When former president Jacob Zuma’s daughter, the odious Duduzile Zuma-Sambudla, was allegedly inciting violence on X (then named Twitter) during the July 2021 riots in KwaZulu-Natal, the US-based social media company — then led by Jack Dorsey — did nothing to rein her in.
As rioters torched and looted shopping centres, burned cars and created mayhem and death, Zuma-Sambudla used her Twitter account to applaud them.
“We see you! Amandla!” she kept posting in response to images and videos of the violence as KZN and parts of Gauteng burned. She revelled in the anarchy.
Despite pleas by many South Africans to Twitter’s moderation teams, including direct appeals to Dorsey, to do something about Zuma-Sambudla’s account, and others, the company — now owned by Elon Musk — did nothing.
South Africa was burning and Twitter turned a blind eye to it. Riots in a small economy at the tip of Africa — a country that also happens to be 10 time zones away from HQ and rarely ever makes headlines in the US — didn’t merit intervention.
I bring up the 2021 riots because they were a clear demonstration of the real-world life-and-death consequences of not dealing with incitement on social media platforms.
Twitter determined there were grounds to suspend Donald Trump’s account over the 2021 attack on the US Capitol, so why wasn’t the same treatment meted out to Zuma-Sambudla? It reeked of double standards.
A lot has changed since 2021. Musk bought Twitter, renamed it X and fired the platform’s content moderation teams in favour of a system of “community notes”, where ordinary users are now expected to correct the batshittery that has flooded the platform.
Facebook founder Mark Zuckerberg is keenly aware of shifting political winds and last week announced that Meta, which owns Facebook, Instagram and Twitter clone Threads, would do away with (read: buckle to Trump on) content moderation in the US, opting instead for an X-style community notes feature.
This was not a principled decision by Zuckerberg: it was a commercial calculation aimed at currying favour with Trump and the incoming administration, just as an antitrust probe against Meta looms. Bending the knee to Trump also makes business sense as Meta limbers up for battle with the EU, which is turning the screws on US big tech firms, including social media platforms such as Facebook and X. Zuckerberg probably figures it’s better to have a political bruiser such as Trump on his side in this fight.

But scrapping content moderation, as flawed as it is, is risky. Free speech absolutism of the kind espoused by Musk is attractive on paper. In practice, it can and does lead to real-world harm. Legal systems in the world’s democracies have set reasonable limits on speech where it conflicts with other rights and protections. This is not censorship. An example often used is shouting “fire” in a crowded theatre when no fire exists, leading to the risk of a stampede and injury.
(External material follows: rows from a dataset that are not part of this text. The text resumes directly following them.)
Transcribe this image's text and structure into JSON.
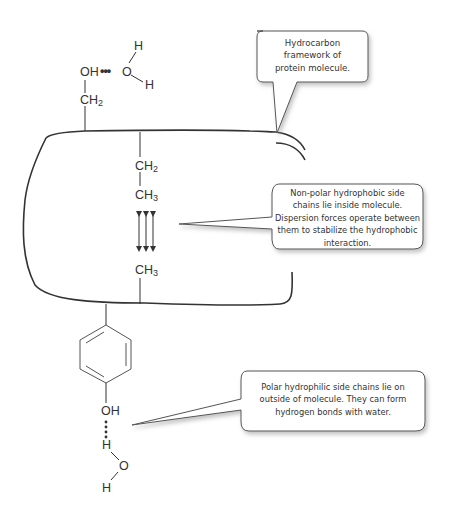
{
  "callouts": {
    "framework": {
      "lines": [
        "Hydrocarbon",
        "framework of",
        "protein molecule."
      ]
    },
    "nonpolar": {
      "lines": [
        "Non-polar hydrophobic side",
        "chains lie inside molecule.",
        "Dispersion forces operate between",
        "them to stabilize the hydrophobic",
        "interaction."
      ]
    },
    "polar": {
      "lines": [
        "Polar hydrophilic side chains lie on",
        "outside of molecule. They can form",
        "hydrogen bonds with water."
      ]
    }
  },
  "chemistry": {
    "top_oh": "OH",
    "top_hbond": "•••",
    "top_water_o": "O",
    "top_water_h1": "H",
    "top_water_h2": "H",
    "top_ch2": "CH",
    "top_ch2_sub": "2",
    "inner_ch2": "CH",
    "inner_ch2_sub": "2",
    "inner_ch3_a": "CH",
    "inner_ch3_a_sub": "3",
    "inner_ch3_b": "CH",
    "inner_ch3_b_sub": "3",
    "bottom_oh": "OH",
    "bottom_h": "H",
    "bottom_water_o": "O",
    "bottom_water_h": "H"
  },
  "colors": {
    "line": "#333333",
    "callout_border": "#555555",
    "callout_shadow": "#bbbbbb"
  }
}
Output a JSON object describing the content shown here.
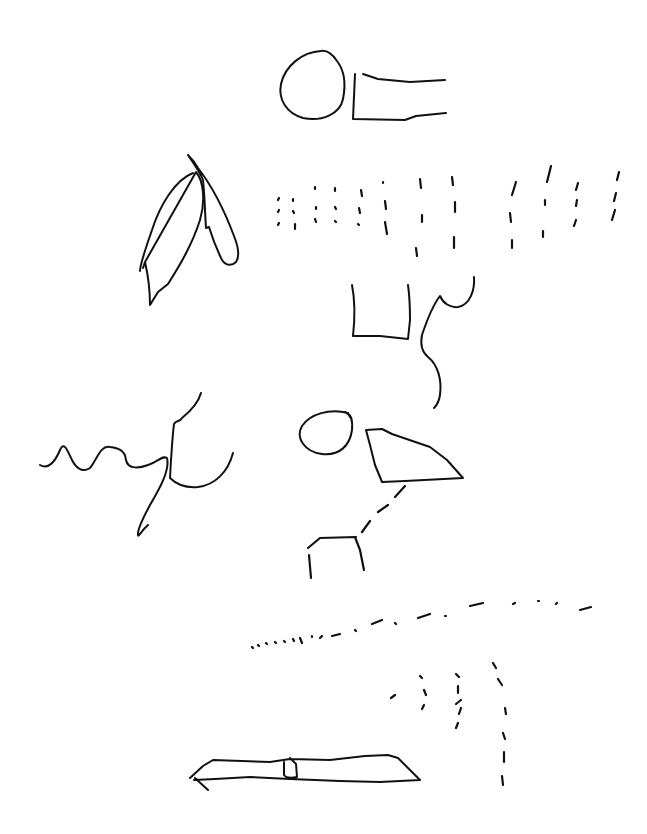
{
  "sketch": {
    "background": "#ffffff",
    "ink": "#111111",
    "shapes": [
      {
        "name": "top-circle",
        "d": "M321 51 C302 52 285 66 281 84 C278 99 286 113 303 118 C322 122 340 114 343 99 C346 84 344 70 337 61 C333 55 327 50 321 51 Z"
      },
      {
        "name": "top-bracket-rect",
        "d": "M355 74 L353 119 L405 120 L416 116 L446 113 M363 74 L378 79 L410 82 L445 80"
      },
      {
        "name": "leaf-left",
        "d": "M193 173 C175 180 160 205 152 230 C145 250 140 266 140 271 M143 268 L145 262 M145 262 C148 275 150 290 150 305 L158 292 L168 284 C180 265 192 245 200 220 C206 200 203 180 196 172 Z"
      },
      {
        "name": "leaf-right",
        "d": "M188 155 C195 165 200 172 203 180 C205 200 205 215 206 228 L209 227 C213 240 218 252 222 260 C226 266 232 266 236 262 C240 256 238 246 234 236 C225 212 212 186 198 168 C194 161 190 157 188 155"
      },
      {
        "name": "u-shape",
        "d": "M352 285 C355 300 355 318 353 336 L380 336 L408 339 L410 320 C410 305 409 292 408 285"
      },
      {
        "name": "s-curve",
        "d": "M474 277 C475 290 470 305 458 307 C450 308 443 303 440 296 C433 305 427 320 422 335 C420 345 422 352 428 357 C438 365 442 380 440 395 C439 402 436 406 434 408"
      },
      {
        "name": "squiggle",
        "d": "M40 465 C48 470 55 462 60 450 C64 440 68 452 72 460 C76 468 82 473 90 468 C97 460 100 445 110 447 C118 448 125 450 126 460 C128 470 140 468 148 465 C158 462 162 455 167 458 C170 470 160 488 150 505 C143 518 137 530 138 535 C138 538 142 530 148 525 M174 424 C176 420 180 422 182 418 C192 410 199 400 201 393 M174 424 C172 440 171 460 170 478 C176 484 186 488 198 487 C215 485 228 472 233 453"
      },
      {
        "name": "middle-circle",
        "d": "M348 413 C330 408 310 414 302 426 C295 438 305 452 322 454 C340 456 350 445 352 430 C353 420 350 414 345 412 M345 412 C350 414 352 418 352 422"
      },
      {
        "name": "quad-shape",
        "d": "M366 430 L382 429 L392 434 L430 447 L447 460 L463 478 L405 481 L382 482 L375 465 L370 445 Z"
      },
      {
        "name": "bottom-plank",
        "d": "M190 778 L203 766 L213 760 L270 762 L290 759 L330 760 L365 756 L388 755 L398 758 L410 770 L420 780 L380 782 L340 781 L290 779 L250 777 L215 779 L194 780 M195 778 L208 790 M284 762 L284 775 C286 778 292 778 297 777 L296 764 L290 758"
      }
    ],
    "dashed_groups": [
      {
        "name": "dashed-diagonal",
        "d": "M405 486 L395 497 M388 505 L378 512 M370 521 L362 532 M356 537 L320 538 L308 548 M355 537 L360 550 L364 570 M309 555 L311 578"
      },
      {
        "name": "dotted-sloped-line",
        "d": "M252 647 L253 648 M258 645 L259 646 M266 643 L267 644 M275 642 L276 643 M284 641 L285 642 M293 639 L294 641 M300 638 L302 643 M312 636 L312 637 M320 638 L322 636 M332 636 L340 634 M355 630 L356 631 M372 624 L382 620 M395 623 L396 624 M418 618 L430 614 M445 616 L446 616 M470 606 L483 603 M513 604 L515 603 M538 601 L539 601 M556 604 L557 603 M580 610 L591 607"
      },
      {
        "name": "dashed-arcs",
        "d": "M391 698 L395 695 M420 676 L422 678 M424 690 L426 695 M422 709 L424 705 M456 674 L459 677 M458 686 L458 693 M456 704 L461 700 M459 714 L461 708 M456 728 L458 723 M493 663 L496 668 M498 679 L502 685 M505 708 L506 714 M503 733 L505 739 M504 752 L504 762 M502 776 L503 785"
      },
      {
        "name": "number-grid",
        "d": "M278 200 L279 198 M278 212 L279 210 M278 225 L279 223 M293 199 L293 201 M293 211 L294 213 M295 224 L295 229 M315 187 L315 189 M316 207 L316 209 M315 219 L316 222 M335 188 L335 191 M335 207 L336 209 M335 221 L336 222 M361 190 L362 196 M359 208 L360 213 M358 224 L359 225 M383 182 L383 183 M385 201 L386 209 M385 222 L387 234 M420 179 L421 188 M422 215 L422 222 M416 248 L417 256 M452 177 L453 185 M455 202 L455 212 M454 237 L454 248 M516 182 L512 195 M510 213 L511 222 M512 240 L512 248 M551 166 L547 182 M545 200 L545 205 M543 231 L543 237 M578 183 L576 190 M577 200 L576 206 M576 220 L574 226 M619 172 L617 180 M616 193 L614 201 M615 210 L612 220"
      }
    ]
  }
}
It’s now as clear as daylight that the EU and the US under Trump will take radically divergent paths when it comes to regulating social media. Trump, Musk and Zuckerberg will hold up the US as a bastion of free speech, while the EU will emphasise the need to regulate the platforms to prevent social and other harms.
Where this ends is anyone’s guess. Where will people get reliable information in a world where social media is awash with fake news, where the “algorithm” deliberately polarises them by feeding them information that reinforces their world view, while profiting from cultural and political division?
Bending the knee to Trump also makes business sense as Meta limbers up for battle with the EU, which is turning the screws on US big tech firms
Musk loves to ridicule what he calls the “legacy media”. Like Trump, he regularly pours scorn on platforms used by real journalists — you know, the ones who uncover corruption and shine a light on corporate and political abuses. He does this to promote X as the real/only bastion of truth.
Yet in a world flooded with misinformation and disinformation on social media platforms such as X, the real news media — and, to be clear, I’m not talking about the biased US television news networks — have arguably never been as important as they are today.
Sadly, the best content — the stuff people really should be reading for context and insight — is increasingly behind paywalls, and many people remain reluctant to pay for what was once free. That means they’re getting their “news” fed to them by an algorithm designed not so much to inform them, but to profit from their outrage.
* McLeod is editor of TechCentral















Would you like to comment on this article?
Sign up (it's quick and free) or sign in now.
Please read our Comment Policy before commenting.